Article 5 on the Special Town Meeting warrant asks voters to use a variety of funding sources to cover a deficit of $437,533 in the budget of the Petersham Center Elementary School. Allen, speaking with the Athol Daily News, explained that a typo — or what Advisory Finance Committee Chair Rich Cavanaugh calls a ‘scrivener’s error’ — led to voters at last year’s Annual Town Meeting approving a PCS budget of $1.2 million, rather than the $1.6 million that had been included in the budget cobbled together by town officials.

“The school had put in for $1.6 million,” said Allen. “It had shown ‘as approved’ for $1.6 million — in other words, the Selectboard and the Finance Committee were all on the same page — it was typed up as $1.6 million. But when the motion was made from the floor, it was called out for $1.2 million, and nobody noticed. Nobody caught it.”

Allen said the discrepancy didn’t become known to town officials until April.

“We were working with Capital Improvement Planning Committee, when it was pointed out by (town Treasurer Dana Robinson) that ‘you guys have x-amount of excess levy capacity.” And we all asked, ‘Why is that?’”

Excess levy capacity is a potential municipal reserve that arises out of the operation of Proposition 2½. It is the difference between the maximum tax revenue a municipality is permitted to raise under Proposition 2½ and the tax revenue actually raised by the town.

“That’s when it finally started to unfold,” said Allen, “that we were short $400,000. And by then, we had been working on the budget for months and we had approved all the budgets for all three schools. So, we had taken care of all that moving forward, and then this realization happened.”

Allen said no changes were proposed in the school budgets, which will go before voters at the Annual Town Meeting. Instead, it was decided to address the deficit at a Special Town Meeting.

“Once you’re dealing with deficits within the current fiscal year — which, of course, that’s what the deficit is, it’s the year you’re in — you have to cover that deficit with available funds,” she explained. “You cannot go to the taxpayers for more taxes. You have to use what you have. You can’t go backward with taxation.

“We looked at all our available pots of money, if you will,” Allen continued, “and put together the funds together from available funds, which we’ll be proposing on Monday night to cover the $400,000 deficit.”

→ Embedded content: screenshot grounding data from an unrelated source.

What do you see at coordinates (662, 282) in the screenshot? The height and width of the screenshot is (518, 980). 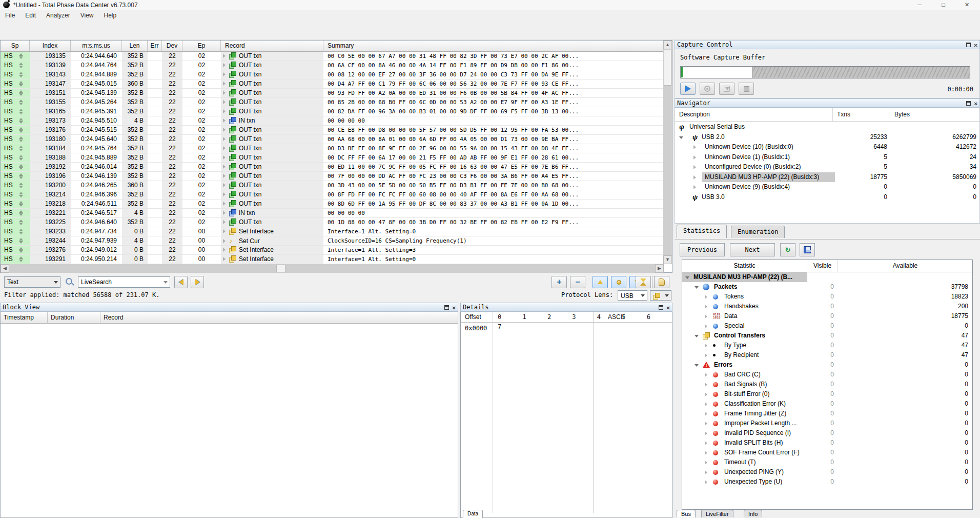 I see `script-log-button` at bounding box center [662, 282].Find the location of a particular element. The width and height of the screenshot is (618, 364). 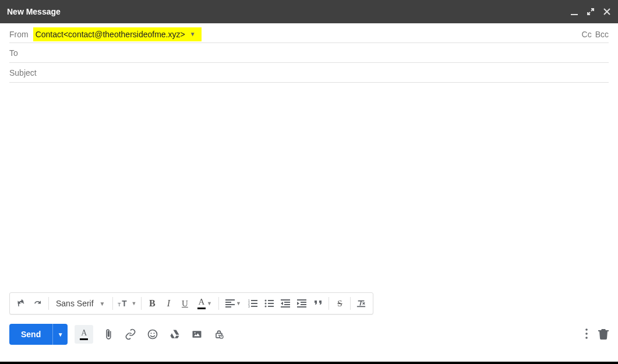

text-color-icon: A ▼ is located at coordinates (204, 303).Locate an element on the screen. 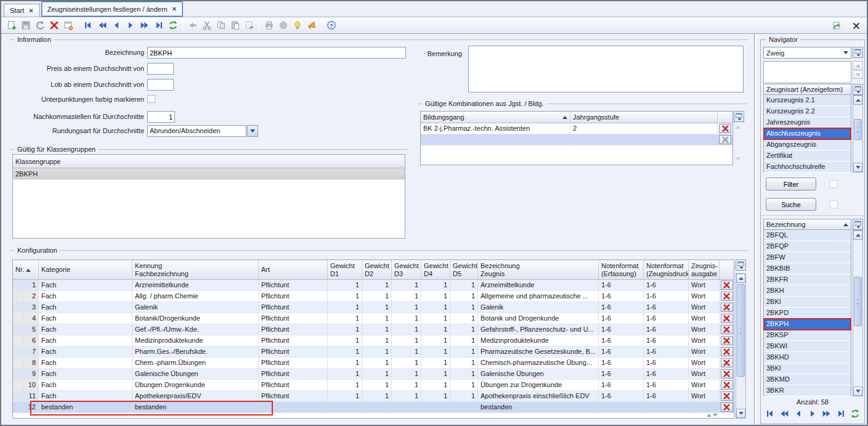 This screenshot has width=868, height=426. list-item: 2BKH is located at coordinates (807, 291).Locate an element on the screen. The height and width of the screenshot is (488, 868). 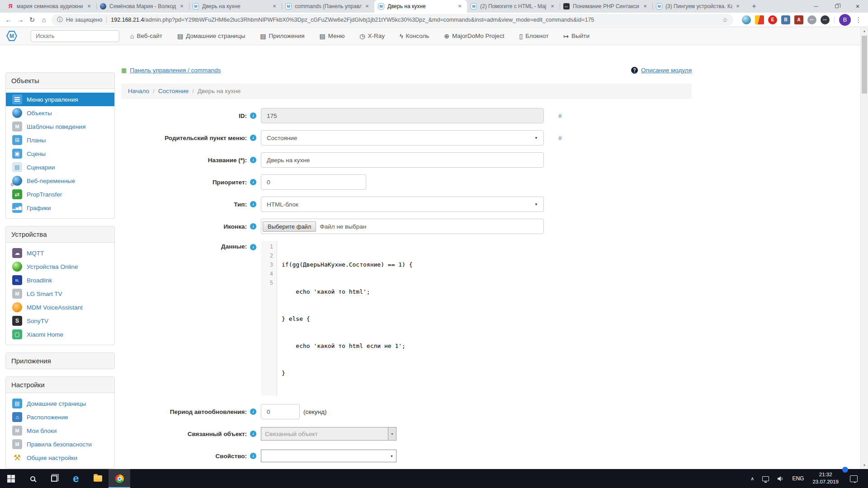
scroll-down-icon: ▼ is located at coordinates (864, 465).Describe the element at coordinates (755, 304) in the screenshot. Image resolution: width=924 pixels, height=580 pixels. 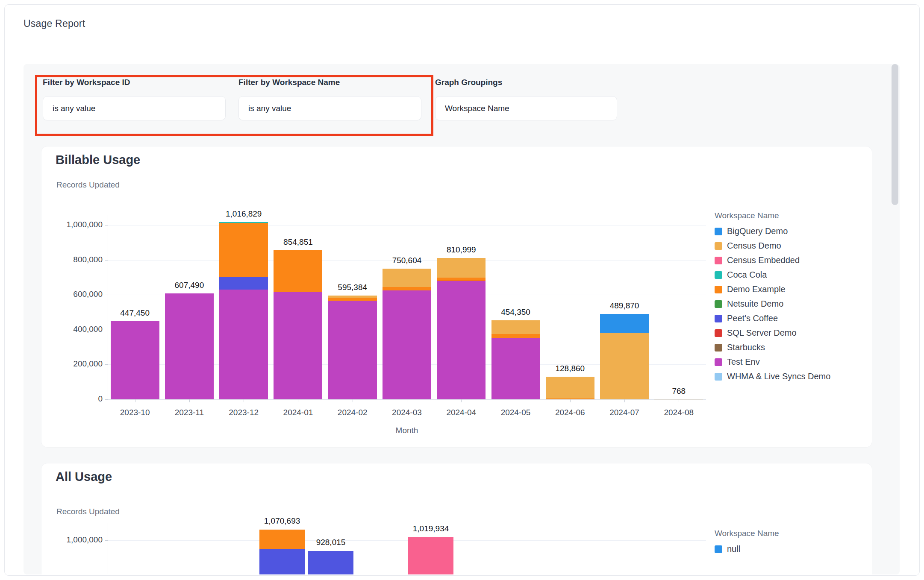
I see `legend-label: Netsuite Demo` at that location.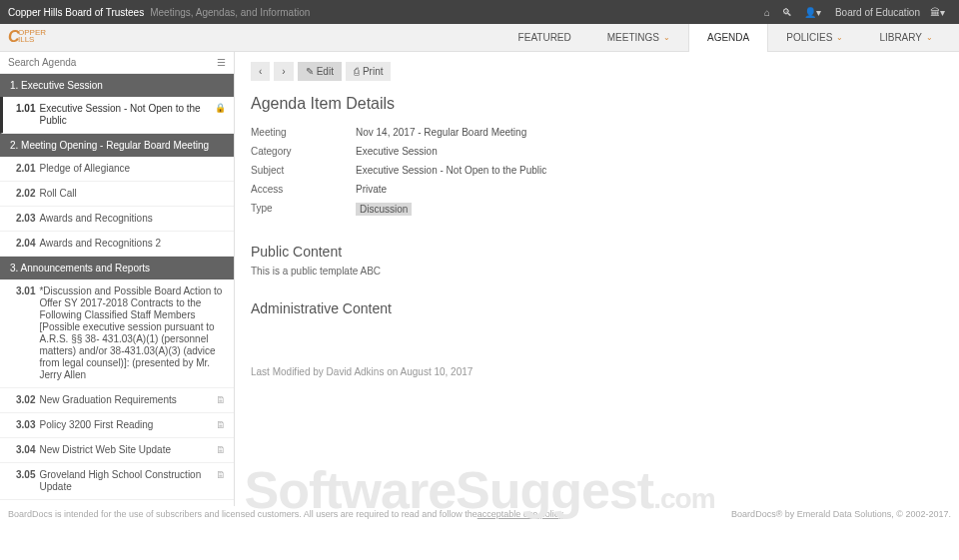 The height and width of the screenshot is (560, 959). I want to click on pencil-icon: ✎, so click(310, 72).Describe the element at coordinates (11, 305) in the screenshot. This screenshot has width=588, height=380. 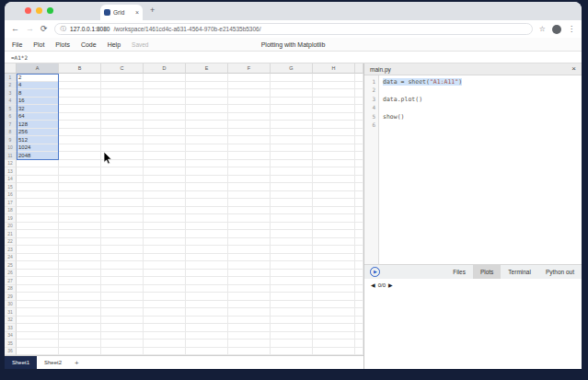
I see `row-header-30: 30` at that location.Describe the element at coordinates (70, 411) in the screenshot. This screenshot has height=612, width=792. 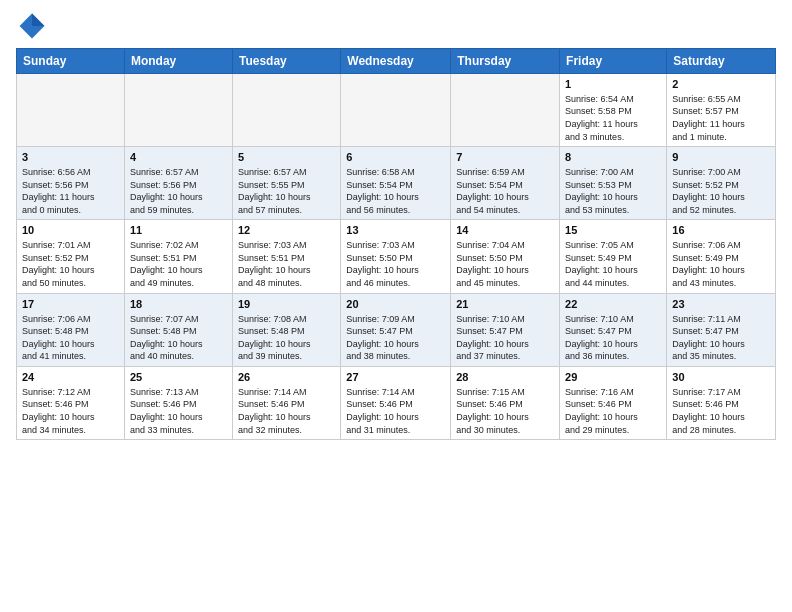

To erase the red ink, the Selectboard and Finance Committee are recommending the use of $87,569 in free cash, $78,923 from the Board of Assessors Excess Overlay account, a total of $2,200 from the revolving accounts of the Board of Health and Planning Board, and $268,841 from the town’s stabilization fund.

The Special Town Meeting also includes articles seeking nearly $38,000 to eliminate and FY22 deficit in the Highway Department’s snow and ice account, and just over $17,000 in the same department’s wages account.